Lewis, a civil rights activist and long-tenured United States congressman, died on July 17.
Former President Barack Obama delivered a powerful eulogy at the funeral service for the late congressman and renowned civil rights leader John Lewis on Thursday, remembering the inspirational figure as a man who "believed that, in all of us, there is a capacity for great courage."
Preceded by remarks from Bill Clinton, George W. Bush, and member's of Lewis' family, staff, constituency and congregation, as well as an impassioned performance of "Take My Hand, Precious Lord" by Jennifer Holliday, Obama took the pulpit at Ebenezer Baptist Church in Atlanta, Georgia, to pay tribute to a great man, mentor, leader, and politician.
"It is a great honor to be back at at the pulpit of its greatest pastor, Dr. Martin Luther King Jr., to pay my respects to perhaps his finest disciple, an American whose faith was tested again and again to produce a man of pure joy and unbreakable perseverance, John Robert Lewis," Obama said during his opening remarks.
"I've come here today because I, like so many Americans, owe a great debt to John Lewis and his forceful vision of freedom... John Lewis did not hesitate. He kept on getting onboard buses and sitting at lunch counters. Got his mugshot taken again and again, marched again and again, on a mission to change America."
Lewis died on July 17, following a battle with pancreatic cancer in December. He was 80 years old and was the last surviving speaker from the historic March on Washington in 1963. The congressman was also a leader of the legendary march from Selma to Montgomery, Alabama, on March 7, 1965, where he and other civil rights leaders like Dr. King and Rev. Hosea Williams led a group of over 600 marchers across the Edmund Pettus Bridge, an event which later became known as "Bloody Sunday."
When the group reached the other side, they were ordered to disperse by Alabama State Troopers, who then began tear-gassing and beating the protesters with nightsticks. Lewis' skull was fractured, and he feared for his life, but escaped across the bridge back to Selma to continue the fight.
"When John woke up and checked himself out of the hospital, he would make sure that the world saw a movement that was, as the scripture says, hard-pressed on every side, but not crushed," Obama recalled. "What a revolutionary notion, this idea that ordinary people, a young kid from Troy, can stand up to the powers and principalities and say, 'No, this isn't right, this isn't true, this isn't just. We can do better."
"America was built by John Lewises. He, as much as anyone in our history, brought his country a little bit closer to our highest ideas, and someday when we do finish that long journey towards freedom, when we do form that more perfect union...John Lewis will be a founding father of that fuller, fairer, better America."
Obama also used his speech to make perhaps one of his strongest indictments yet of the current administration and political climate, comparing the past fights of the civil rights movement to the ongoing protests and mission of the Black Lives Matter movement.
"I know this is a celebration of John's life, there are some who might say we shouldn't dwell on such things," he noted. "But that's why I'm talking about it. John Lewis devoted this time on this earth fighting the very attacks on democracy and what's best in America that we're seeing circulate right now.
"Bull Conner may be gone, but today, we witness with our own eyes police officers kneeling on the necks of Black Americans. George Wallace may be gone, but we can witness our federal government sending agents to use tear gas and batons against peaceful demonstrations. We may no longer have to guess the number of jelly beans in a jar in order to cast a ballot, but even as we sit here, there are those in power who are doing their darndest to discourage people from voting, by closing polling locations and targeting minorities and students with restrictive ID laws, and attacking our voting rights with surgical precision, even undermining the postal service in the run up to an election that's going be dependent on mail-in ballots so people don't get sick."
In 2015, Lewis and Obama crossed the Edmund Pettus Bridge together to commemorate the 50th anniversary of the march. And on July 26, Lewis made the journey one last time, as his casket was carried across the bridge in a horse-drawn caisson.
"John always saw the best in us, and he never gave up, and never stopped speaking out," Obama said, remembering his last conversation with the late activist and leader this summer over Zoom, where the pair met with young organizers and aspiring politicians. "He was a good and kind and gentle man, and he believed in us, even when we didn't believe in ourselves.
One of Lewis' final acts of leadership was penning an op-ed for the New York Times, which he requested be run on the day of his funeral. His final public words to America recall his long history of fighting for the greater good, urging all who read it to understand his core belief, that "ordinary people with extraordinary vision can redeem the soul of America by getting in what I call good trouble, necessary trouble."
"When historians pick up their pens to write the story of the 21st century, let them say that it was your generation who laid down the heavy burdens of hate at last and that peace finally triumphed over violence, aggression and war," Lewis wrote. "So I say to you, walk with the wind, brothers and sisters, and let the spirit of peace and the power of everlasting love be your guide."
"What a gift John Lewis was," Obama concluded in his speech on Thursday. "We are all so lucky to have had him walk with us for a while and show us the way."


YOUR OBJECTIVE
An exact transcription of every record is needed, leaving out the pictures.

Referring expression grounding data
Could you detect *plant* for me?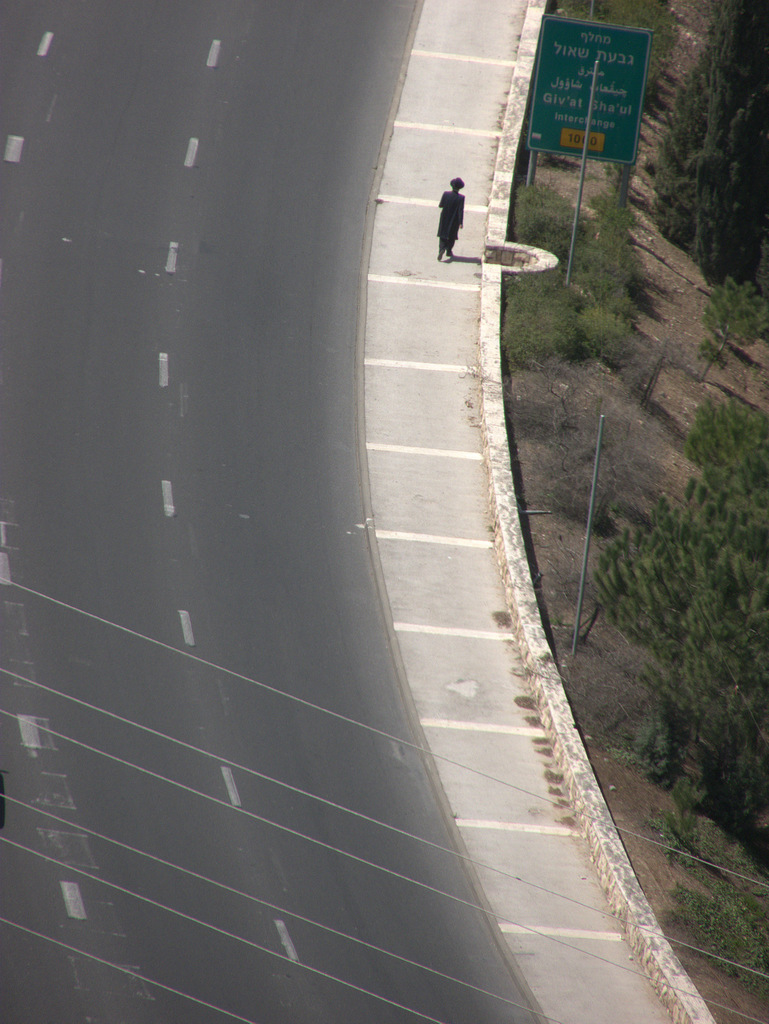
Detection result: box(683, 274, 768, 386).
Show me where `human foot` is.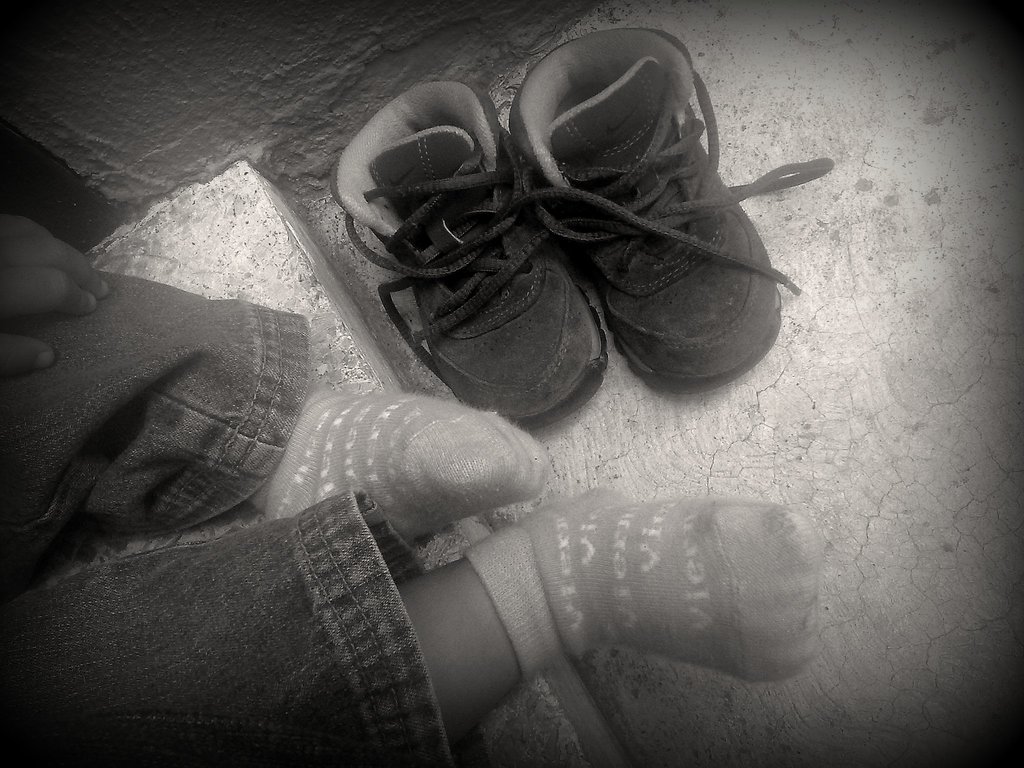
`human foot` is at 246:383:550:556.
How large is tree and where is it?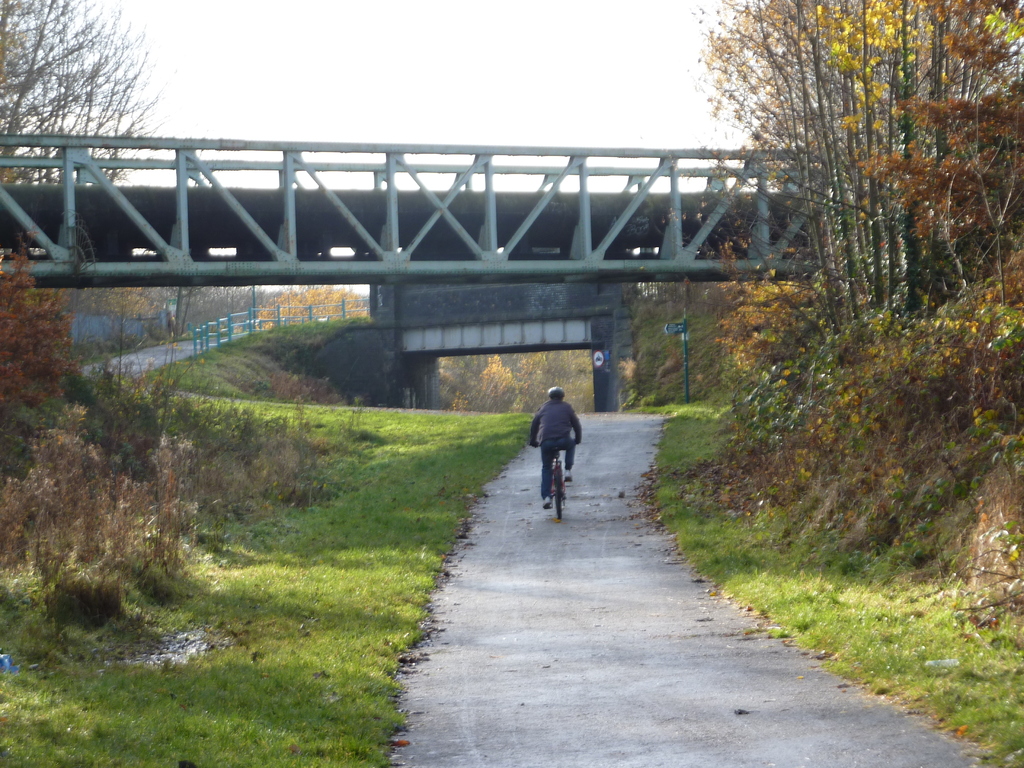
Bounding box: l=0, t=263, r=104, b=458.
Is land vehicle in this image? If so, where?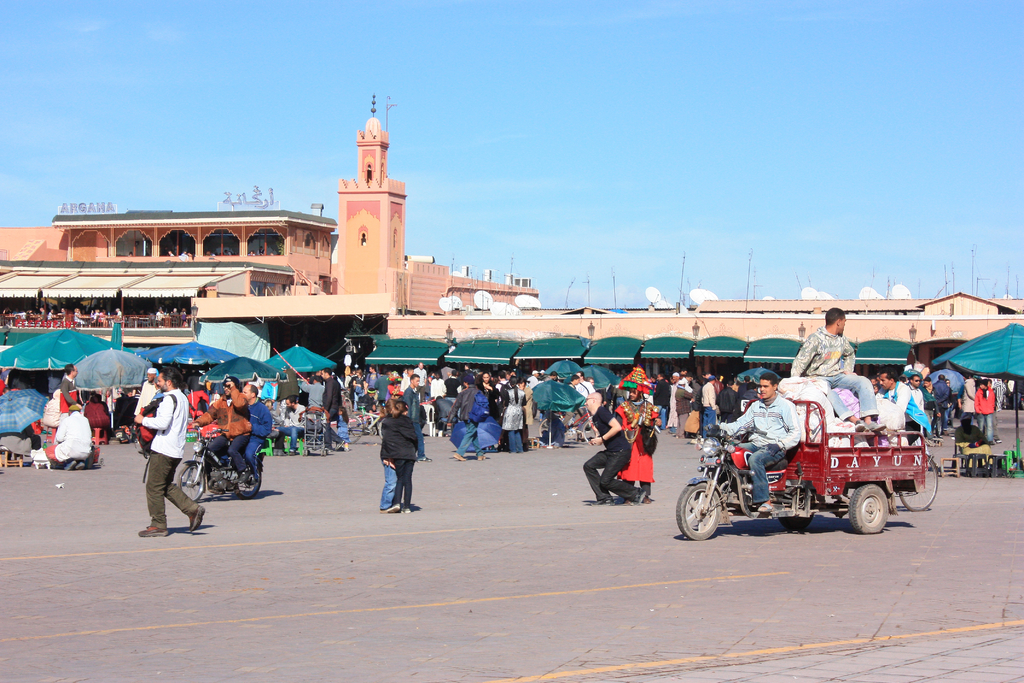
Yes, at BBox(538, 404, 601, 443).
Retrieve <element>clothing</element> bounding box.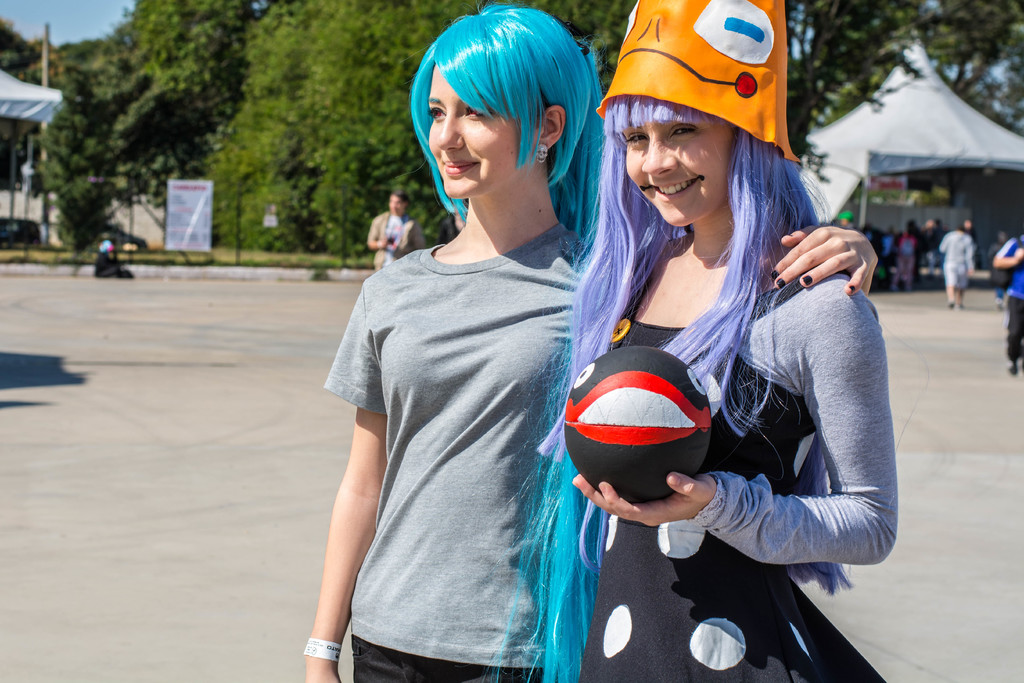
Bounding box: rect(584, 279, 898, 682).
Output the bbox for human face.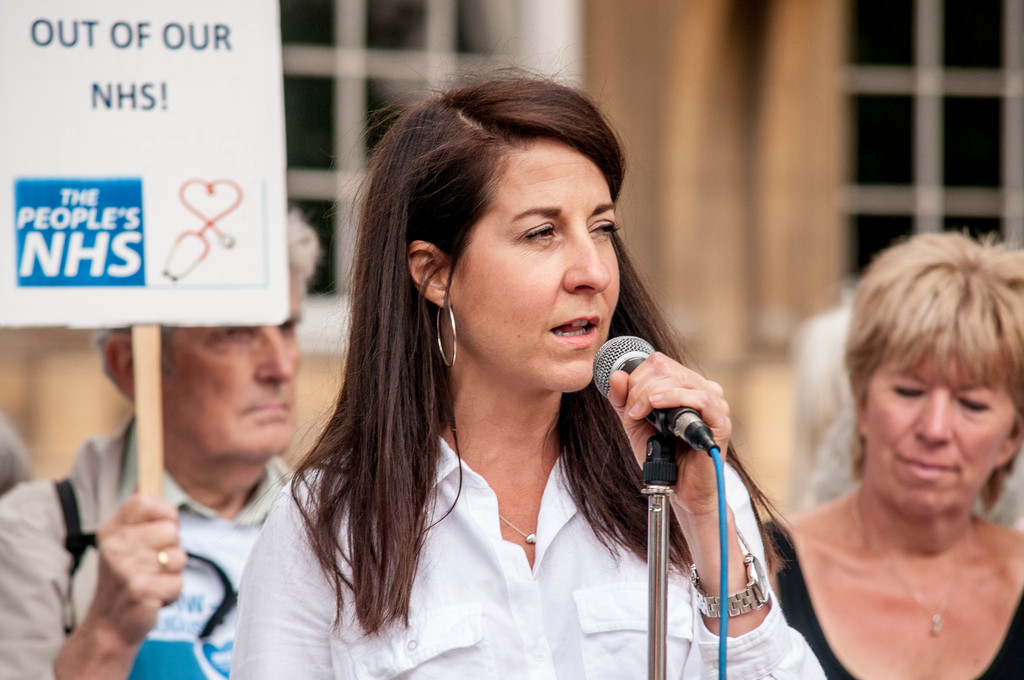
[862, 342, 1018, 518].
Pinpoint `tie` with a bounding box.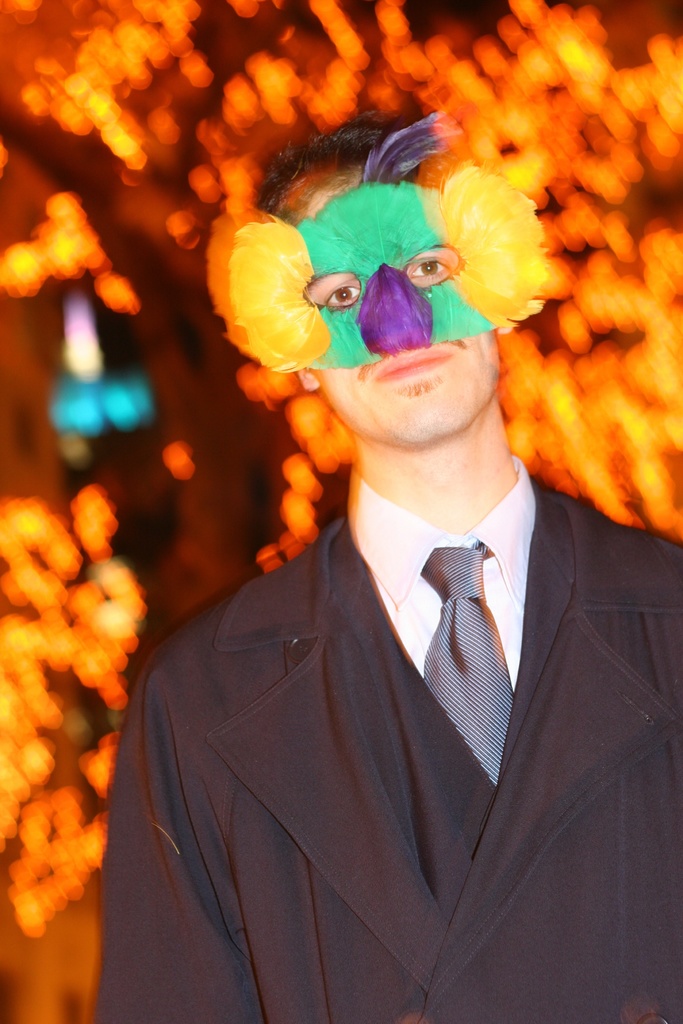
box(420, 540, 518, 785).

THE COMPLETED TASK
Could you detect *plant* for me?
Detection result: box(683, 274, 768, 386).
Show me where `human foot` is.
`human foot` is at 246:383:550:556.
How large is tree and where is it?
Bounding box: l=0, t=263, r=104, b=458.
Is land vehicle in this image? If so, where?
Yes, at BBox(538, 404, 601, 443).
Retrieve <element>clothing</element> bounding box.
Bounding box: rect(584, 279, 898, 682).
Output the bbox for human face.
[862, 342, 1018, 518].
Pinpoint `tie` with a bounding box.
box(420, 540, 518, 785).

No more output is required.